On Tue, Dec 10, 2013 at 4:06 AM, Rob Stewart
On Dec 9, 2013, at 6:42 PM, "Peter Dimov"
wrote: Cox, Michael wrote:
Changes in the develop branch correspond to changes that are intended for the *next* release...
The develop submodule branch will eventually become the next *submodule* release. The master submodule branch is the current submodule release and will eventually be part of the next Boost release.
[snip]
I'm assuming the criteria to merge a feature branch to the develop branch is that it builds and the unit-tests all pass with the current HEADs of the develop branches of all the other submodules.
That's very unlikely.
I agree, and not just for Peter's reasons which I snipped. I think submodule testing should be against master of all (or most in special, coordinated evolution cases) other submodules. (This aligns with Robert Ramey's development and testing ideas.)

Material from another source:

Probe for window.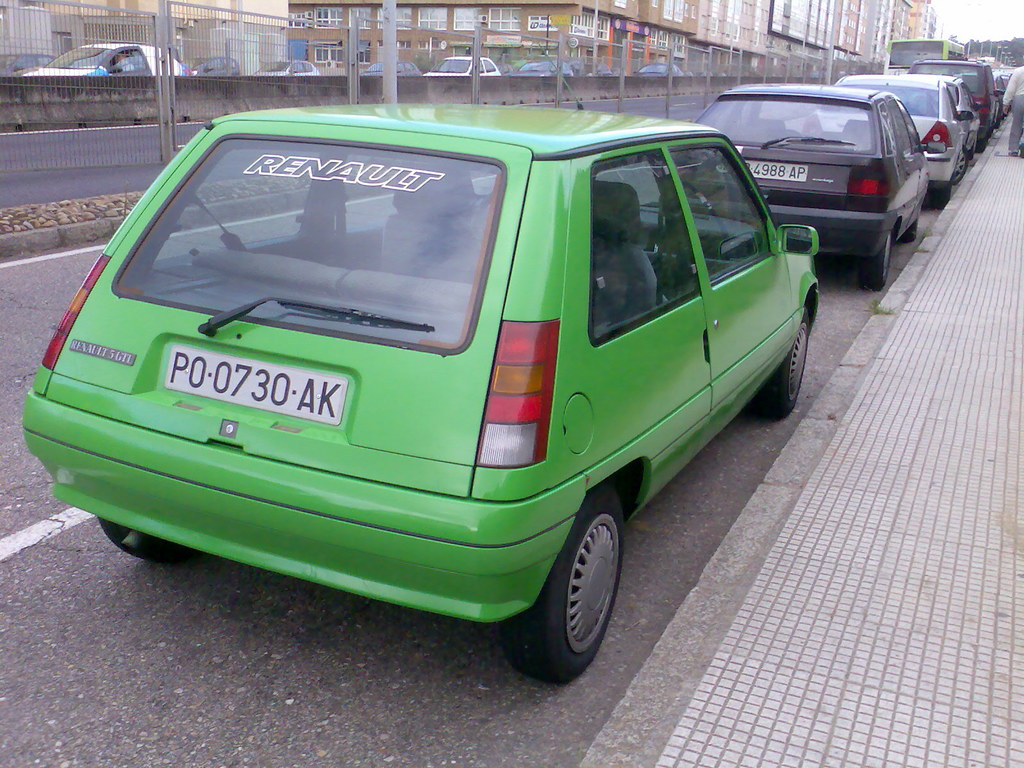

It isn't sensible to test against unreleased commits to other submodules since the bleeding edge can have lots of churn.
It all depends on what the merge criteria from a feature branch to the develop branch is. If the criteria includes running a release build and unit-tests for the developer's compiler/platform then an automated build/test across all platforms/compilers is likely to pass, providing value information on the stability of the software earlier in the development cycle. Also, if several libraries merge onto master near the end of a boost development cycle, that sounds too much like big-bang integration. Michael
The idealized process of creating a Boost release then means snagging the latest release commit from each submodule.
I'm sure I've missed something, but that approach seems right.